Police cold cases for review by next March – Benn

Minister of Home Affairs Robeson Benn has said that by March next year reviews will be done of a number of police “cold cases” that were slated to be reopened years ago.

Speaking to reporters on the sidelines of an event last Saturday, Benn said he had a discussion with members of the Criminal Investigation Department (CID) already in relation to the cases.

“[Reviews] will be done before the end of the first quarter of next year…Arising out of that, we will know how we will go forward with them,” Benn said.

According to Benn, there are several new approaches which were adopted by the police to carry out investigative work which will be used in carrying out the reviews.

In July, 2016, Crime Chief Wendell Blanhum had announced that the Guyana Police Force’s Major Crimes Unit was reopening several cold cases.

The decision, he had said, was taken following calls made by members of the public, and particularly by relatives of the deceased.

Among these cases were the murders of Monica Reece, Sheema Mangar and Trevor Rose.

The death of the then 19-year-old Reece has been seen in some quarters as one of the major events in the rise of local crime in the 1990s. Her body had been dumped from a speeding pickup vehicle in the vicinity of the Geddes Grant building (now Courts) on Main Street, Georgetown on April 9, 1993. The police had picked up a suspect and questioned him and also detained a vehicle he sometimes drove, but shortly after, the lack of evidence caused him to be released and the vehicle was returned.

Blanhum had said of the cases, Mangar’s murder will be placed on the front-burner.

In September of 2010, Mangar, an employee of a city bank, was waiting to catch a minibus to head home when her phone was snatched from her. The young woman pursued the thief, who jumped into a car and ran her down when she tried to stop him from fleeing.

The car dragged Mangar from the Bedford Methodist Church at Camp Street and North Road to the intersection of Camp and Church streets and she died while receiving medical attention at St Joseph Mercy Hospital the following day.

Rose was killed on the morning of January 26, 2014, after a lone gunman, in a heavily-tinted vehicle, opened fire on the car in which he was travelling at Eccles, East Bank Demerara, hitting him five times.

Also injured in the shooting were Rose’s driver, Troy Nieuenkirk, and Rose’s companion, Latoya Towler.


● **Exercise brief**
Pull every line containing "this" from the data.

● **Excerpted records**

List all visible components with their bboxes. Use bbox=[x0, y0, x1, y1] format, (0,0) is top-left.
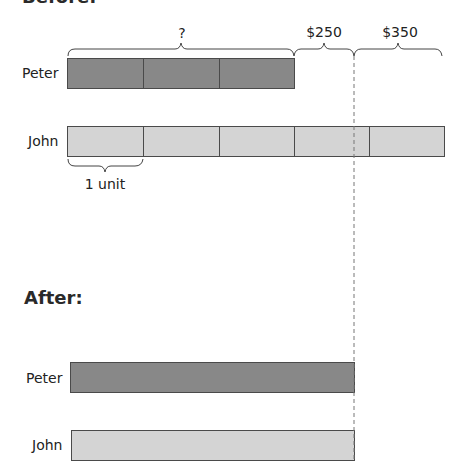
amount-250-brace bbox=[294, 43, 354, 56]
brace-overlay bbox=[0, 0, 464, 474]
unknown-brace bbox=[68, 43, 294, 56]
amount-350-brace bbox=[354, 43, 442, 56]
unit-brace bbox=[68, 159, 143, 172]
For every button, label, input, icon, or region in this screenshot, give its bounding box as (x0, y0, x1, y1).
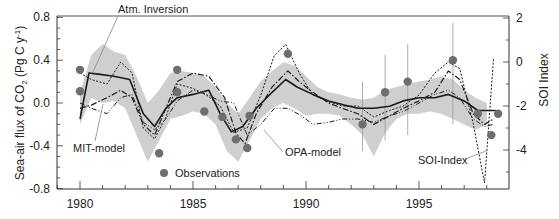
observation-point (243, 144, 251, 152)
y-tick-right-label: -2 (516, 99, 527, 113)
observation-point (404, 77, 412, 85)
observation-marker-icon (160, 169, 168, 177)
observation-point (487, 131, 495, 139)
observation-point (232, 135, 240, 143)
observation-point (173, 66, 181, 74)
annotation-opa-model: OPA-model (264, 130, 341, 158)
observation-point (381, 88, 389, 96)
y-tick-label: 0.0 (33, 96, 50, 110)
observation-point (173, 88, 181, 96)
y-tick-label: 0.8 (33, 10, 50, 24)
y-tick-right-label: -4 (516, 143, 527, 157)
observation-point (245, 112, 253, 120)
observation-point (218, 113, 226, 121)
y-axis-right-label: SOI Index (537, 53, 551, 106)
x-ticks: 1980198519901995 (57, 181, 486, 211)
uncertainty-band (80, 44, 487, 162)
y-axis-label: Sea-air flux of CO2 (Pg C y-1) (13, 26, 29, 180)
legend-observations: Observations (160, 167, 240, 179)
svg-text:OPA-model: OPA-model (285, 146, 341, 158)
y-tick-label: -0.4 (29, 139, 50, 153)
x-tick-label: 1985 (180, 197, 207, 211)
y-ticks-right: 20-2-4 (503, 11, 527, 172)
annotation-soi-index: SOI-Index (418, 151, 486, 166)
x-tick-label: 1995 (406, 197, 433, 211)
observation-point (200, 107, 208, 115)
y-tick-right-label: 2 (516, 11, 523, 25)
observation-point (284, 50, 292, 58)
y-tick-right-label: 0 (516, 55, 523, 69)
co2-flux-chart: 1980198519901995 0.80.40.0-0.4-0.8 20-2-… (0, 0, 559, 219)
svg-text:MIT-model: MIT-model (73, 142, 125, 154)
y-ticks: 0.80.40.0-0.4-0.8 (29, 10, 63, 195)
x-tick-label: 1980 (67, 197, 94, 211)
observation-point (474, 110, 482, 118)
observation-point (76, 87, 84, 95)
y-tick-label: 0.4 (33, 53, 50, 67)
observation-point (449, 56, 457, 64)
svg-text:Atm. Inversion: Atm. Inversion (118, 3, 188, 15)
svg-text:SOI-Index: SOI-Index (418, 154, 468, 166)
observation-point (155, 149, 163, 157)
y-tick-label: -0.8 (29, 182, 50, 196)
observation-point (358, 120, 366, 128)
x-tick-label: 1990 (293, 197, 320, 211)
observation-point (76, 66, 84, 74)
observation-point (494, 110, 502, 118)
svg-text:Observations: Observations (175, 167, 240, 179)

==

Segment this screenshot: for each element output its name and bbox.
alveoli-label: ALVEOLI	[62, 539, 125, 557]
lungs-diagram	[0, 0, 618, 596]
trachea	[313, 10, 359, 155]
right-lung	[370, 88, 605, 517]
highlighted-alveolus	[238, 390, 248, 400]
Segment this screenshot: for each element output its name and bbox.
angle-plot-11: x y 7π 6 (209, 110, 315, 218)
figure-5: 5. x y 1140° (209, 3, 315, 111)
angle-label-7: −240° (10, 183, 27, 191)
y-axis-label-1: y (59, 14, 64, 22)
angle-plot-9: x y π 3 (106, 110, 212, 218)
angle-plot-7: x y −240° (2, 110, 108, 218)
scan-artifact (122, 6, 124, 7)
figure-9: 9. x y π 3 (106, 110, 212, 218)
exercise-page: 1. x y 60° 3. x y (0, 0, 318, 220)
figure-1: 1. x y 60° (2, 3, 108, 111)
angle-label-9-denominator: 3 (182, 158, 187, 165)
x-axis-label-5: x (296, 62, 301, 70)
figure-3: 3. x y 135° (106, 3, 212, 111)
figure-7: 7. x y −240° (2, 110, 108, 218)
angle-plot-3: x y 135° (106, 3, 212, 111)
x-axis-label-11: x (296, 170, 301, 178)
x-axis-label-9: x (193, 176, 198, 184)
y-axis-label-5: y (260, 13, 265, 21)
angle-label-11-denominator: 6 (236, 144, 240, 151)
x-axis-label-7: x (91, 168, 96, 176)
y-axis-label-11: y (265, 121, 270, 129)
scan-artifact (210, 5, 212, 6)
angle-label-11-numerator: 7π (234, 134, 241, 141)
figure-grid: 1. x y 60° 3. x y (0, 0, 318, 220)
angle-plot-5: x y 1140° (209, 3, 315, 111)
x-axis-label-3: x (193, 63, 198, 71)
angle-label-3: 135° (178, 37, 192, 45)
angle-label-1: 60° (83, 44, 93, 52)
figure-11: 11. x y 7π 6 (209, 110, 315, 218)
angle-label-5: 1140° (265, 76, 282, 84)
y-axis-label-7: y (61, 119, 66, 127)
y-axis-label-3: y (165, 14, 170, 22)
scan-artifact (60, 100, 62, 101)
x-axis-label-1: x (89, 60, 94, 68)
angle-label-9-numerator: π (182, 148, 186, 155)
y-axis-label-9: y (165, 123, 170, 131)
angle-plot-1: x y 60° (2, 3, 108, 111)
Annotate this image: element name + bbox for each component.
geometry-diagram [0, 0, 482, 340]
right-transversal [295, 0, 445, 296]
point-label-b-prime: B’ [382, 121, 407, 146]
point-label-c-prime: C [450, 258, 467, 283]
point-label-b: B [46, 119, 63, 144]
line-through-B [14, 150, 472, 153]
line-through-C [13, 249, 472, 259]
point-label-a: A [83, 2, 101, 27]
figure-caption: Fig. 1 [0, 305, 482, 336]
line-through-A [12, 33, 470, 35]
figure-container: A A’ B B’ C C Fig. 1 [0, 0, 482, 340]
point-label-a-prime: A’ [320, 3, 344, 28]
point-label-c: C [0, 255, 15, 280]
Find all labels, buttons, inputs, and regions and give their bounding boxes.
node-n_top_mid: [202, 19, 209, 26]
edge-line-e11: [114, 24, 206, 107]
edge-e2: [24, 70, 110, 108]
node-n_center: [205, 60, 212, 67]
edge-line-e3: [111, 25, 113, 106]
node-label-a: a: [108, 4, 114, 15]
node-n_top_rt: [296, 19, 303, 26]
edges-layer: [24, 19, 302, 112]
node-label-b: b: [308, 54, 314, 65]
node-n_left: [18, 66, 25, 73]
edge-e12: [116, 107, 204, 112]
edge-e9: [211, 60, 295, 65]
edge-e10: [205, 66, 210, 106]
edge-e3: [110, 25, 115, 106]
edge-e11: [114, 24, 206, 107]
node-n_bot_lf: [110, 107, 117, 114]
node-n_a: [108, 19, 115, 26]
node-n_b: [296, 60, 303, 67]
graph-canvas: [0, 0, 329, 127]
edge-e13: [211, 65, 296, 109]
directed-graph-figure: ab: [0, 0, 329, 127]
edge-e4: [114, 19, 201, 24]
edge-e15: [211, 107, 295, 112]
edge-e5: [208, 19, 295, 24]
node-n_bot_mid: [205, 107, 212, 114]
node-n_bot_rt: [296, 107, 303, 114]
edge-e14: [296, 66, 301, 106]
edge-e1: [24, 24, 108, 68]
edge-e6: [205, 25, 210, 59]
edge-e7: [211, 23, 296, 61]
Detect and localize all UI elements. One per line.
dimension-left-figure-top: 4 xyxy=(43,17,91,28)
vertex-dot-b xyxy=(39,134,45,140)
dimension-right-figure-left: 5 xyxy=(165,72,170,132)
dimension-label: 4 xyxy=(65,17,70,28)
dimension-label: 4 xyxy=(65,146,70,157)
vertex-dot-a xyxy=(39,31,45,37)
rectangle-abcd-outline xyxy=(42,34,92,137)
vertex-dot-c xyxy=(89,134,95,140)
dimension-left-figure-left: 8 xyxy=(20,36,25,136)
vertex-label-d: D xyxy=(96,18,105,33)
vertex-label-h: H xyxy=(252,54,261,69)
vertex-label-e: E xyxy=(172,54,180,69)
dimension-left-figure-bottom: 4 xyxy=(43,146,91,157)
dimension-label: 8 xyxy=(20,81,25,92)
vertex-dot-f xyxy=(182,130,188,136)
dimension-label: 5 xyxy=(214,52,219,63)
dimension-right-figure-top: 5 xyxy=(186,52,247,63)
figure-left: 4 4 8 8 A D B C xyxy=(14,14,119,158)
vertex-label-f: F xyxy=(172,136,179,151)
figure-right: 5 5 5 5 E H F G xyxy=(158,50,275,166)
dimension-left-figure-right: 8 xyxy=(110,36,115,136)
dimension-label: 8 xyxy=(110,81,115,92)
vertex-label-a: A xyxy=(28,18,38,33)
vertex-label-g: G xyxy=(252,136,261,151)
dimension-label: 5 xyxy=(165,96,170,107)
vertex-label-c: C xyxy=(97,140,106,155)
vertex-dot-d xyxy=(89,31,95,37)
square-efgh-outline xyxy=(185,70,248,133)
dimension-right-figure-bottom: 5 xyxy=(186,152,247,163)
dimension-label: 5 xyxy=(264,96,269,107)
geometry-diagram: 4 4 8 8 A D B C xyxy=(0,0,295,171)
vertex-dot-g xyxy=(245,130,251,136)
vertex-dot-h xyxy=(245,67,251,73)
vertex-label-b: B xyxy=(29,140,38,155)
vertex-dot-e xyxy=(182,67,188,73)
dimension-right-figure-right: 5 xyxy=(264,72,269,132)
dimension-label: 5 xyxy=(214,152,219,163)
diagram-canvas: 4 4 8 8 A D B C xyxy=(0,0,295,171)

● **Problem solution**
For every button, label, input, icon, or region in this screenshot, give its bounding box as (x0, y0, x1, y1).
Segment this screenshot: for each element output its name and bbox.
Segment this screenshot: for each element output its name and bbox.
Annotate this image: element name + bbox for each component.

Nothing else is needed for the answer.